High-intensity exercise as a treatment for Parkinson's disease

Study in Parkinson Disease of Exercise Phase 3 Clinical Trial: SPARX3

NIH-funded research Northwestern University at Chicago · NIH-11290686

This study is looking at whether doing high-intensity endurance exercise can help people who have just been diagnosed with Parkinson's disease feel better and slow down their symptoms, especially since current medications don't always do the trick.

Quick facts

Grant typeU01 cooperative agreement
Study typeNIH-funded research
Funding institutionNorthwestern University at Chicago NIH-funded
Lab location1 site (Chicago, United States)
Project IDNIH-11290686 on NIH RePORTER

What this research studies

This research investigates the effectiveness of high-intensity endurance exercise as a primary treatment for individuals recently diagnosed with Parkinson's disease. The study aims to determine if this type of exercise can slow the progression of both motor and non-motor symptoms of the disease, which current medications do not adequately address. Participants will engage in structured exercise sessions at high intensity, monitored for adherence and safety, to evaluate the potential benefits on their overall health and disease symptoms.

Who could benefit from this research

Good fit: Ideal candidates for this research are individuals who have recently been diagnosed with Parkinson's disease and have not yet started dopaminergic medication.

Not a fit: Patients with advanced Parkinson's disease or those already on dopaminergic medications may not benefit from this research.

Why it matters

Potential benefit: If successful, this research could provide a non-pharmacological treatment option that significantly slows the progression of Parkinson's disease symptoms.

How similar studies have performed: Previous studies have shown promising results for endurance exercise in improving symptoms of Parkinson's disease, suggesting that this approach may be effective.

Where this research is happening

Chicago, United States

Researchers

About this research

  1. This is an active NIH-funded research project — typically early-stage science, not a clinical trial accepting patient enrollment.
  2. Some NIH-funded labs run parallel clinical studies or seek volunteers for related work. To check, contact the principal investigator or institution listed above.
  3. For full project details, budget, and progress reports, visit the official NIH RePORTER page below.
Last reviewed 2026-06-13 by the Find a Trial editorial team. Information on this page is for educational purposes and is not medical advice. Always consult qualified healthcare professionals about clinical trial participation.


Exercise objective >> After finding the line that holds "Find the location" below, set down that line and the rest through the final one exactly, leaving the pictures out.

_ _ _ _ _

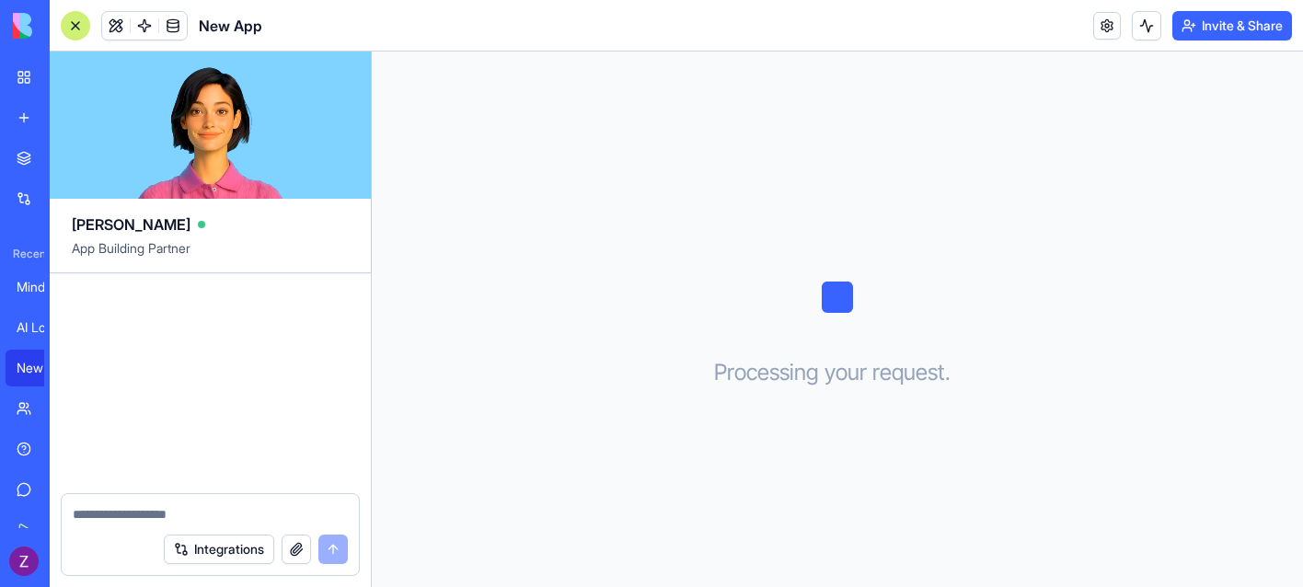  I want to click on a: AI Logo Generator, so click(42, 328).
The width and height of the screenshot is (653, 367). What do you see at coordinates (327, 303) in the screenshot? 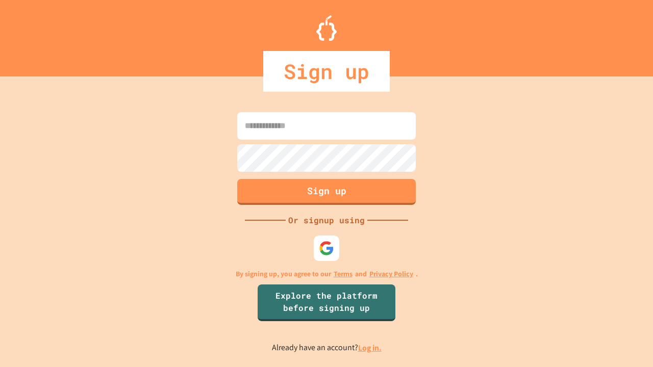
I see `a: Explore the platform before signing up` at bounding box center [327, 303].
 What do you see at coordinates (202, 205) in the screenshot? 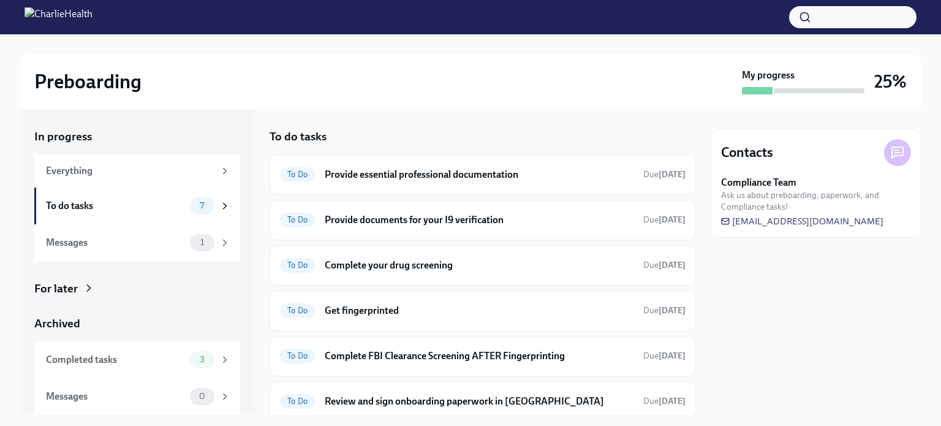
I see `span: 7` at bounding box center [202, 205].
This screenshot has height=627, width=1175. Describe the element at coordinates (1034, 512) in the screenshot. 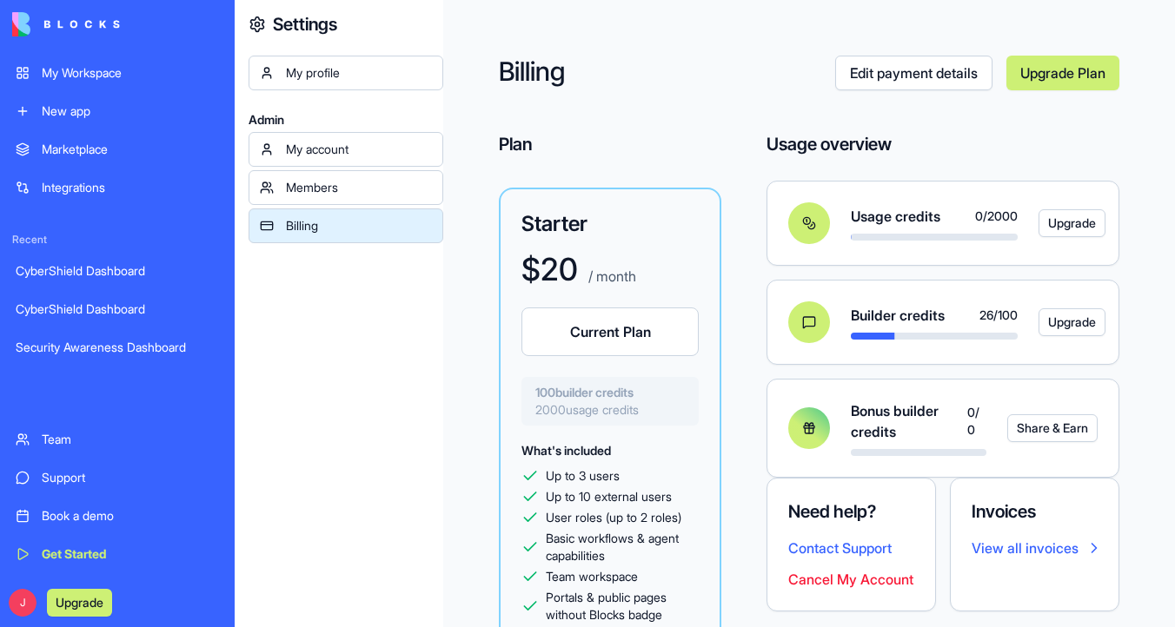

I see `h4: Invoices` at that location.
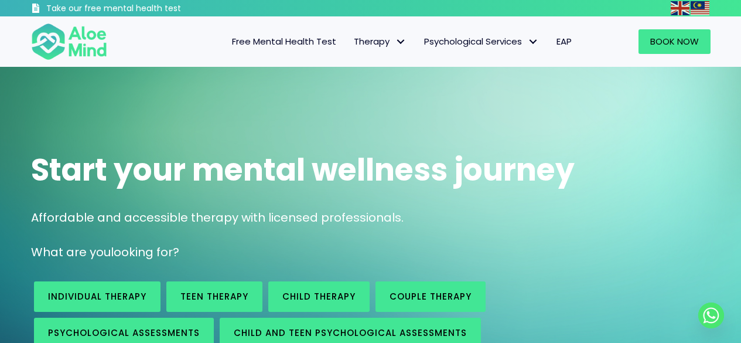 This screenshot has width=741, height=343. I want to click on span: looking for?, so click(145, 252).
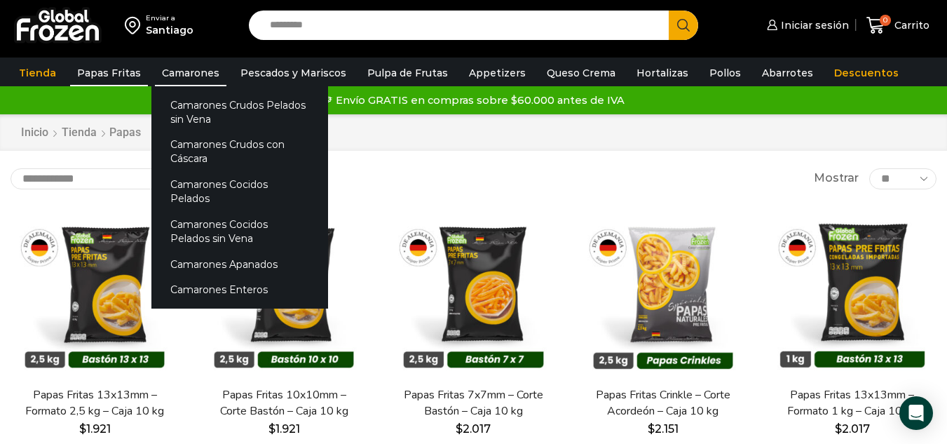 This screenshot has height=444, width=947. What do you see at coordinates (240, 111) in the screenshot?
I see `a: Camarones Crudos Pelados sin Vena` at bounding box center [240, 111].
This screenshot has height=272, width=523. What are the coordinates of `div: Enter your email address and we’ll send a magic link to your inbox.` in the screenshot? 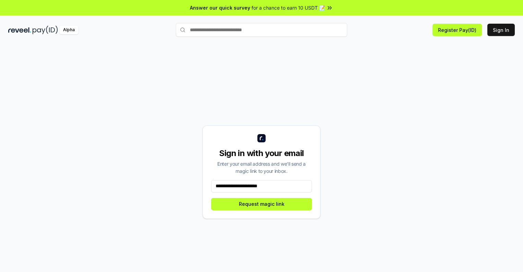 It's located at (262, 167).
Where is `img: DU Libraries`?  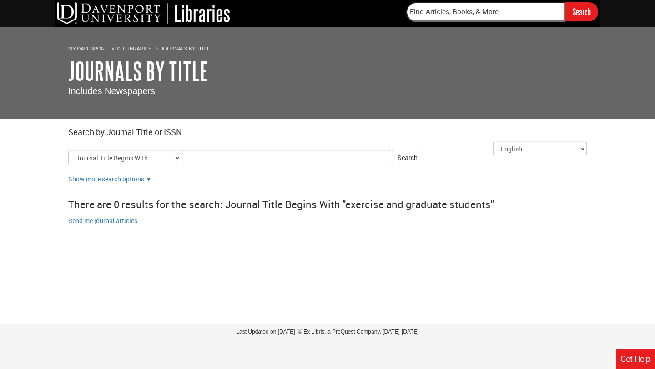
img: DU Libraries is located at coordinates (143, 13).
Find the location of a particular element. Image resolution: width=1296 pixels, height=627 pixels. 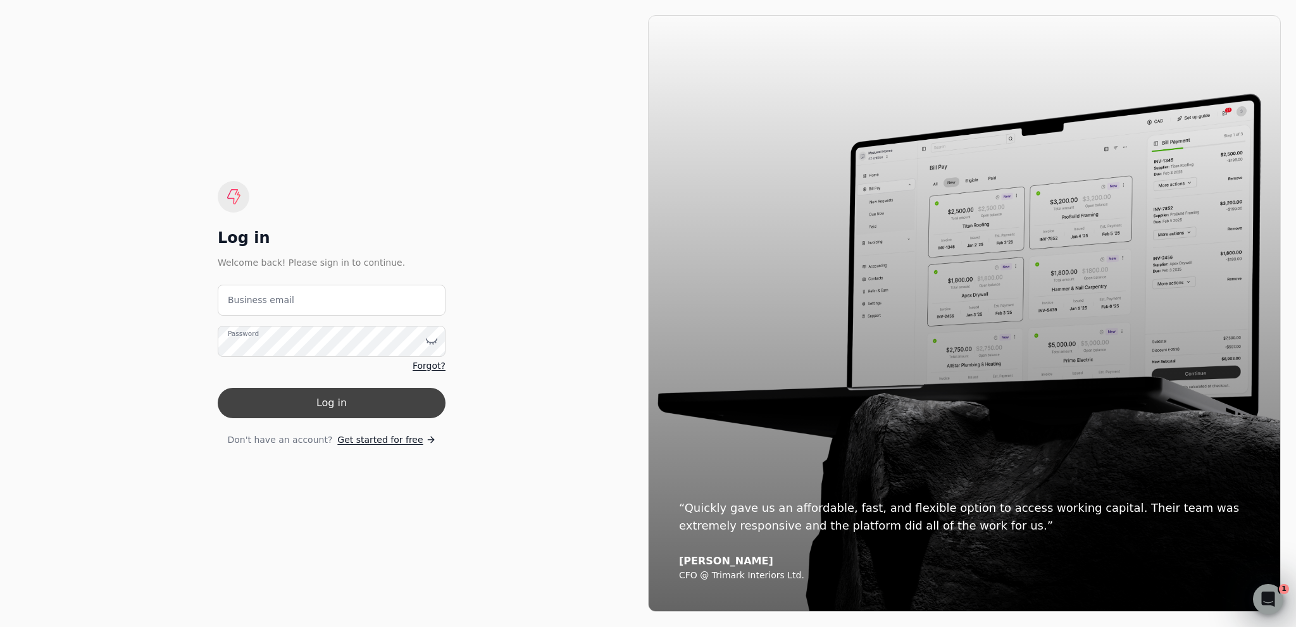

label: Business email is located at coordinates (261, 300).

_ _ _ _ _

Result of this exercise >>
Find the location of a particular element. Image resolution: width=1296 pixels, height=627 pixels. 

label: Business email is located at coordinates (261, 300).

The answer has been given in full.